Showing posts with label Robert Mugabe (Zimbabwe). Show all posts
Showing posts with label Robert Mugabe (Zimbabwe). Show all posts

Thursday, January 21, 2016

The Tyrant In Abuja


By Iyoha John Darlington
The world has lived through great civilizations and civilization itself has had its worst enemies. Man driven by lust for power and personal aggrandizement plays god to others and we have encountered with so many of them through the ages. The historic tripartite pact of 1936 saw a fusion of power blocs. Benito Mussolini ruled by caprice in fascist Italy, in Nazi Germany Adolf Hitler allied with Emperor Hirohito of Japan in a bid to bestride the world like a colossus.
*Buhari 
Other outposts of tyranny include Jordan under King Abdullah, Libya under Ghaddafi, Cuba under Fidel Castrol, the rogue regimes of North Korea and Iran, Iraq under Saddam, Uganda under Amin the late despot and Zimbabwe's Robert Mugabe who has ruled the country for nearly four decades.These were cold-blooded brutes who hid under a cause to unleash fury on their subjects and silenced dissenting voices in their political domains.

A lot of lives were lost and the world and most regions experienced unprecedentedly abysmal demographic change calling to mind the attempted extermination of the Jewish race out of which six million Jews gassed to death where they were held in death camps and other million of lives that were lost in World War11. Thousands of unarmed civilians mainly Kurds were killed in Halabja poison gas attack by the regime in Baghdad under Saddam Hussein, Iron-fisted Benito Mussolini clamped down on his own people while he ruled over Italy.

Back home in Africa, the State Research Bureau, Amin's secret agents killed many Ugandans some of whose flesh he fed on like a cannibal. These were all dark moments in human history. As luck would have it they all methodically took their unceremonious exits from the earth under unfortunate circumstances.

Friday, September 11, 2015

Is Autumn Finally Here For Robert Mugabe?

Ugochukwu Ejinkeonye
Robert Mugabe, the 91-year old president of Zimbabwe – that beautiful but horribly impoverished country tucked away in the Southern part of Africa – has always managed to emerge colourful in his endless battle of wits with the West. He has over the years been able to retain the admiration and support of a sizable percentage of his people (despite the biting economic hardship in his country) and remained the toast of quite a number of African intellectuals.
**President Mugabe and wife, Grace 
Even his worst enemies would admit that he is very intelligent, well-informed and articulate. At 91, he is yet to show any convincing signs that age is eating into his well-cultivated intellect and psychological bearing. Always impeccably turned out in well-tailored suits, Mugabe remains many people’s pleasant idea of ageing gracefully and a delight to watch at press conferences or interviews.

Although, the recent decision of the European Union (EU) to relax sanctions on Mugabe’s country might represent a grudging admission by the West that, perhaps, it is gradually losing the argument over Zimbabwe , it remains a glaring fact that Mugabe presides over a very sick country. The United Nation’s World Food Programme (WFP) said two weeks ago that 16% of Zimbabwe ’s population “are projected to be food insecure at the peak of the 2015-16 lean season, the period following harvest when food is especially scarce.” According to the WFP, this situation “represents a 164% increase in food insecurity compared to the previous season.”

The Zimbabwean dollar is long dead and dressed for burial – brutally murdered by hyperinflation that hit an unprecedented 500 billion per cent in 2008 according to several reports (mostly in the Western media) and 231,000,000% according to the official account. A couple of years ago, a Zambian friend showed me a 40 billion Zimbabwean dollar bill which he said could not buy a loaf of bread. Looking back now, one can even refer to that period as the finest hour for the Zimbabwean currency. In January 2009, Zimbabwe introduced a One Trillion Dollar (Z$1000 tr) note whose worth was placed at about US$30 (£20). Since then, the currency has received even more devastating battering and living in Zimbabwe , according to reports, has been one bit of a hell, with the hapless citizens being regularly referred to as poor, starving billionaires.

In June this year (2015), the Reserve Bank of Zimbabwe (the country’s Central Bank) intent on formally removing the worthless Zimbabwean dollars from the banking system asked the citizens to start exchanging the billions, trillions and quadrillions of the local currency in their bank accounts or hoarded at home for just a few US dollars or cents, as the case may be. In a statement in Harare , the Reserve Bank governor, John Mangudya, advised the “banking public [to] visit their banks to establish the balances which were in their accounts.” He explained that officials of the apex bank “have interacted with the banks and they still have all the information, which we as the Reserve Bank also authenticated," so, they were not envisaging any difficulties in the exchange process.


• **YOUR GOAL**
The answer must be an exact copy of the lines from the one containing "The screen is" through the end of the records, with the pictures left out.

• **TASK INPUTS**
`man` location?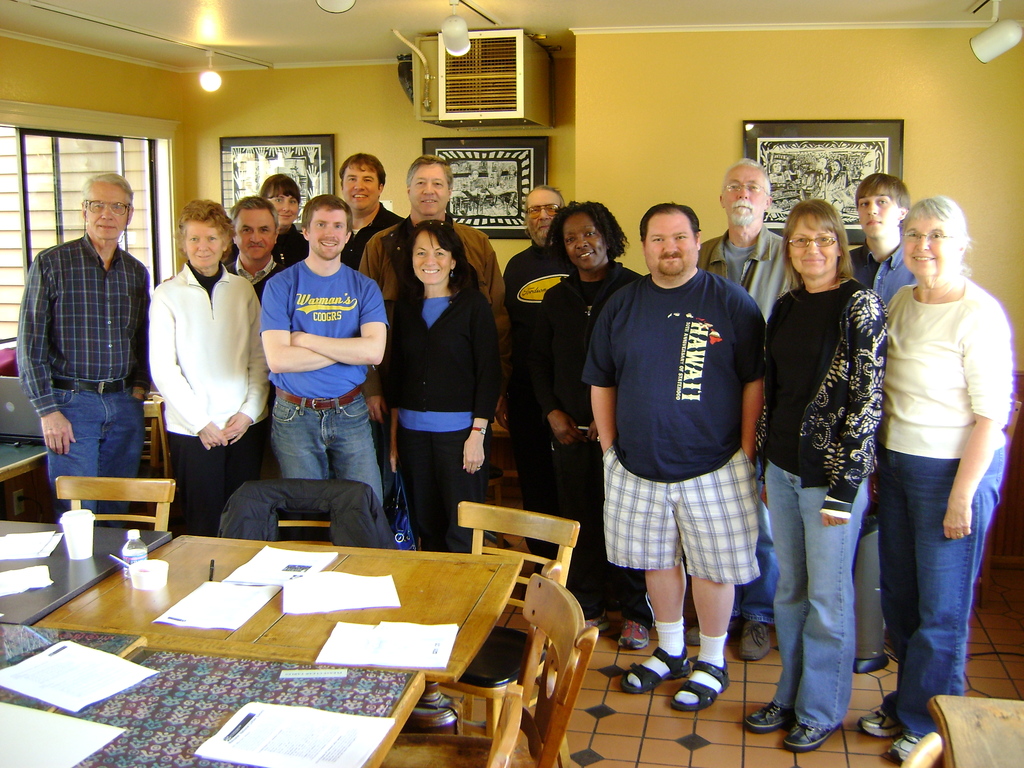
(15,171,152,535)
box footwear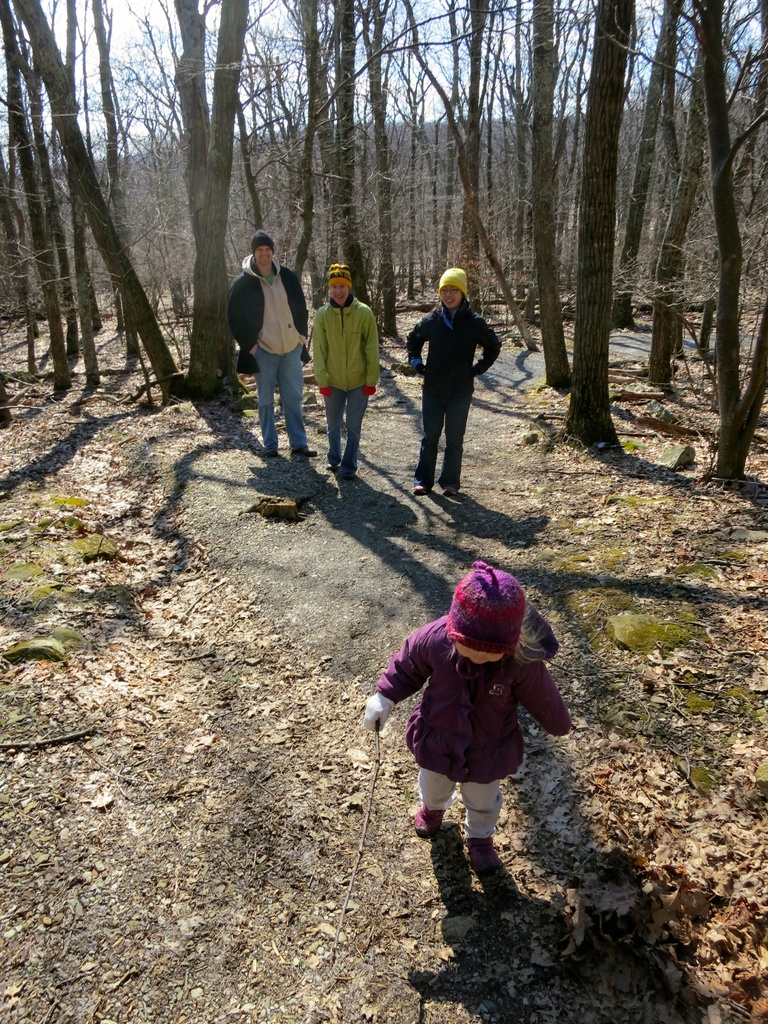
413, 803, 446, 835
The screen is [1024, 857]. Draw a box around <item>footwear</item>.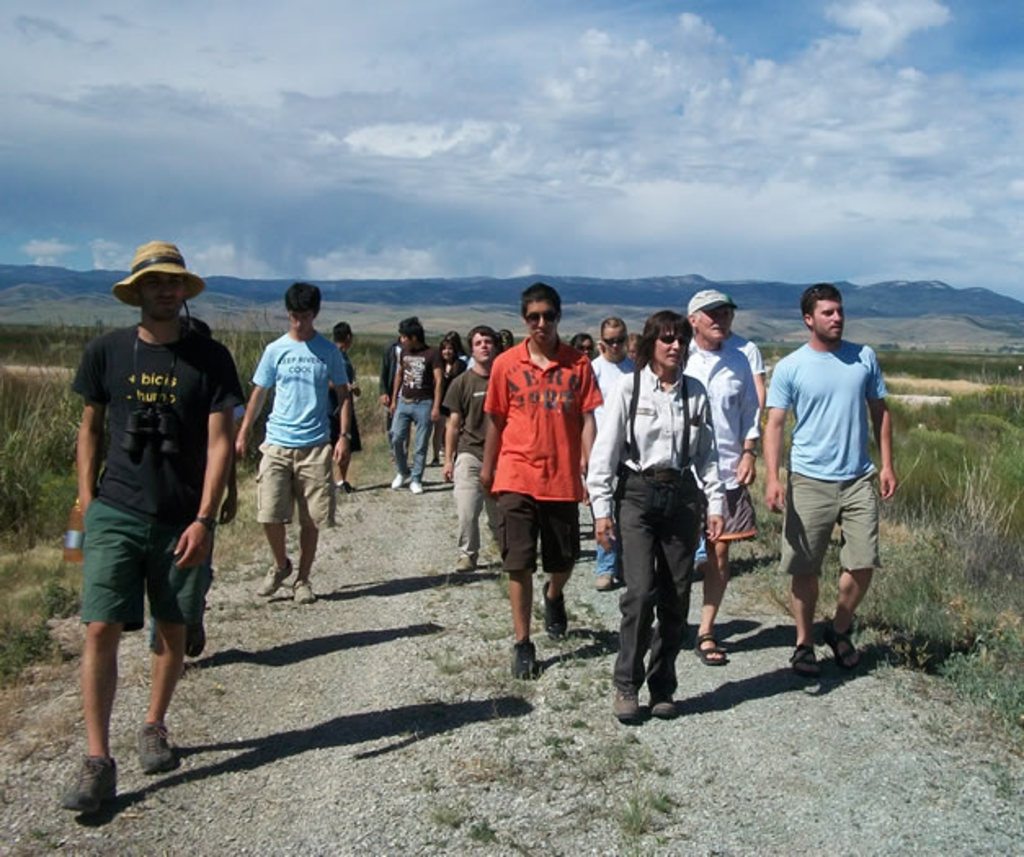
crop(513, 637, 537, 677).
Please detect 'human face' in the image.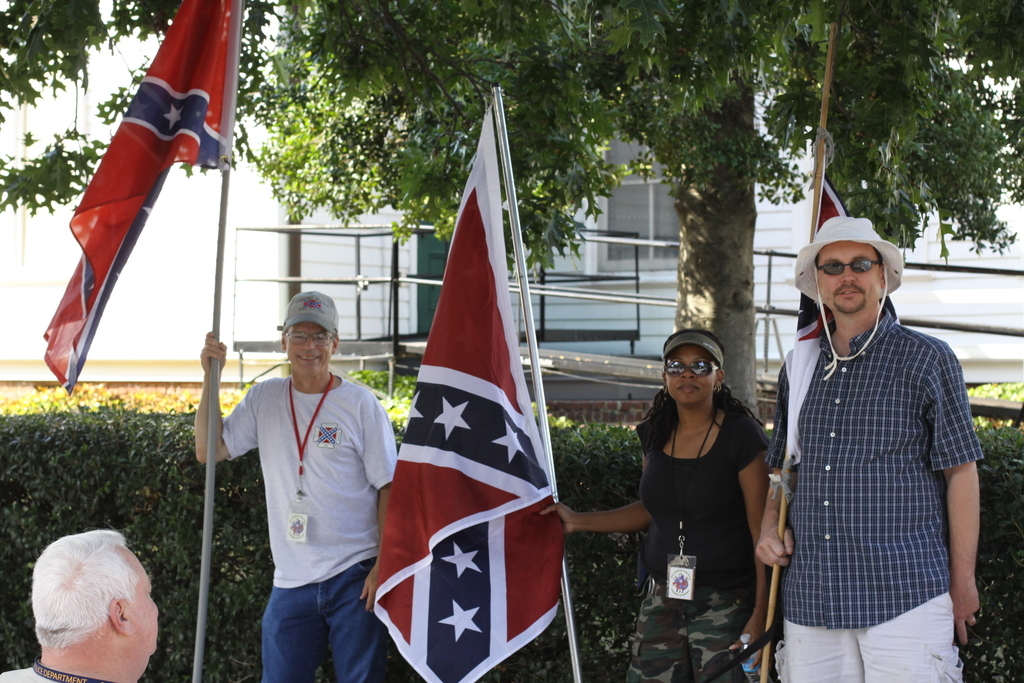
664, 344, 717, 404.
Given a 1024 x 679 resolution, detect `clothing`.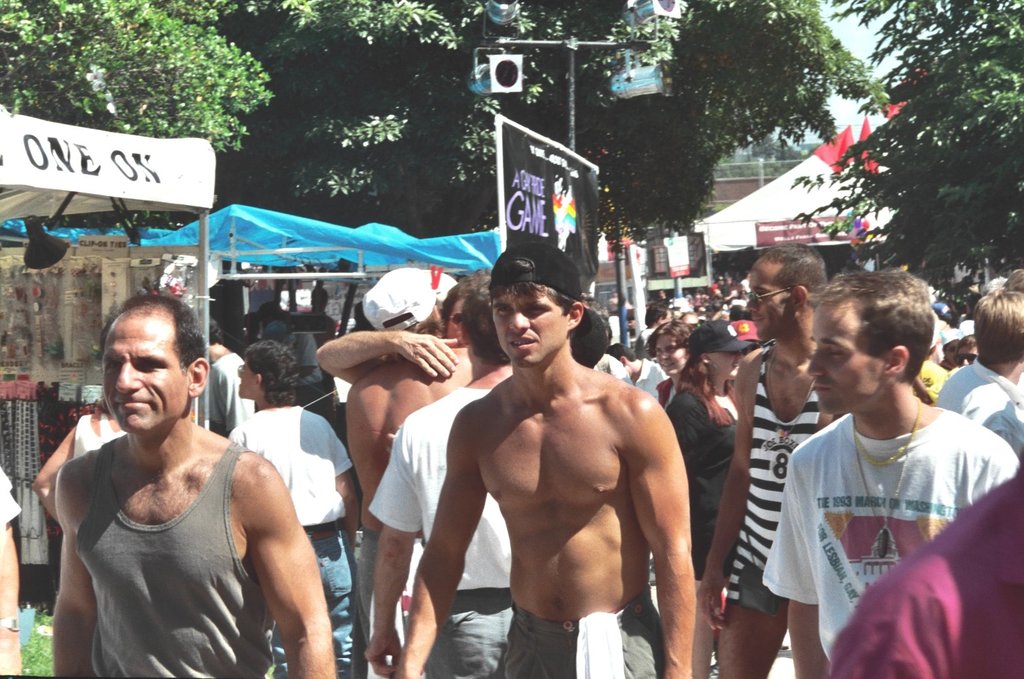
x1=226 y1=409 x2=353 y2=678.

• **SOLUTION**
The screen is [1024, 857]. Draw a box around <item>footwear</item>.
crop(513, 637, 537, 677).
Please detect 'human face' in the image.
664, 344, 717, 404.
Given a 1024 x 679 resolution, detect `clothing`.
x1=226 y1=409 x2=353 y2=678.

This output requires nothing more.